Ferrari’s New Electric is Too Subtle for its Own Good

Ferrari has entered the electric market. It isn’t going so well. This car was designed by Jony Ive, the guy who designed iPhones and iMacs and even Apple’s new corporate headquarters.

When you read about the design, about the craftily integrated front and rear wings, about the airflow under the car, you appreciate the attention to every tiny detail that went into the design. But there’s this:

The wind tunnel has its way. If you look you can see the gap in front of the windscreen that air passes through underneath the front wing. The construct on the rear is similar but subtler. The elegant integration of aerodynamics is artistically unimpeachable. But, this is a Ferrari. We are not here for subtlety or even elegance (Dino excluded). This car is ridiculously fast, but not as fast as other electric supercars. Notably this is the first Ferrari to seat five.

The super-low-profile tires you see above are part of the answer to the biggest question for electric performance cars: How do you make a car with a thousand pounds of batteries turn? Tesla, in this space, is including on their upcoming supercar a SpaceX version with actual fucking (electrically powered) rockets to improve cornering. They will not make a measurable difference.

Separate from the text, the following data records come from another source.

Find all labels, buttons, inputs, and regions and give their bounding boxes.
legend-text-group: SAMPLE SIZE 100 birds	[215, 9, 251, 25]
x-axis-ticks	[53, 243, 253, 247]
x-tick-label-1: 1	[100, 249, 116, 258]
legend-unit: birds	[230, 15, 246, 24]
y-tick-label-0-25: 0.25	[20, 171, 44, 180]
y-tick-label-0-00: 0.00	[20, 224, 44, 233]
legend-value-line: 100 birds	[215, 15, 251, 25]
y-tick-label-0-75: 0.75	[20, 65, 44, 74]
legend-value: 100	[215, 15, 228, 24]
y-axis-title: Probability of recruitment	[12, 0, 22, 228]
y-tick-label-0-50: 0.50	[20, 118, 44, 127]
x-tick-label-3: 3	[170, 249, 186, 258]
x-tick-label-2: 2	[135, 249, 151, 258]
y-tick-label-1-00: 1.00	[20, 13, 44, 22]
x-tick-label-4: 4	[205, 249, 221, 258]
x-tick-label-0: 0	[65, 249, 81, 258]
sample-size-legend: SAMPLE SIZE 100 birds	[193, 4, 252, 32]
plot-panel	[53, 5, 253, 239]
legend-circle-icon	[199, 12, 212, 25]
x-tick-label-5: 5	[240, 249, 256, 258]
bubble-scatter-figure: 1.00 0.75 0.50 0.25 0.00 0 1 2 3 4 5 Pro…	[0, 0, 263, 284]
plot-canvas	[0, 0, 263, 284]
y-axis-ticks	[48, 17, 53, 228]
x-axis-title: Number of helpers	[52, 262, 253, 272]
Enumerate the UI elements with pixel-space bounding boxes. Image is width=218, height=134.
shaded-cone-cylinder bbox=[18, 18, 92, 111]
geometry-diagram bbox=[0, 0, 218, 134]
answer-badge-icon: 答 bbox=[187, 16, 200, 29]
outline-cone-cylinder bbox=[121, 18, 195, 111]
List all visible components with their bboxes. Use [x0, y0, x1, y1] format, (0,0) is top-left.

Honestly, were I the boss of a supercar company, I would certainly embrace aerodynamics in my electric entry, but I would embrace my heritage more, and put fat soft tires on the road and have the four wheel motors tuned to distribute the thrust for cornering (maybe the Ferrari does that already, but I haven’t heard about it). While I find many supercars absurdly macho — angular and fiddly — there is a middle ground out there.

Ferrari fans are not terribly impressed, and I believe it goes beyond performance numbers or styling that goes out of its way to be like a jelly bean. There’s something a roaring V12 engine directly behind your head can do that no electric motor will duplicate. It’s loud! Loud in the way an arena-rock concert is loud, invigorating and unnerving and isolating.

And for the male Ferrari drivers (which is almost all of them), it makes their testicles vibrate. And that is what they are paying the big bucks for.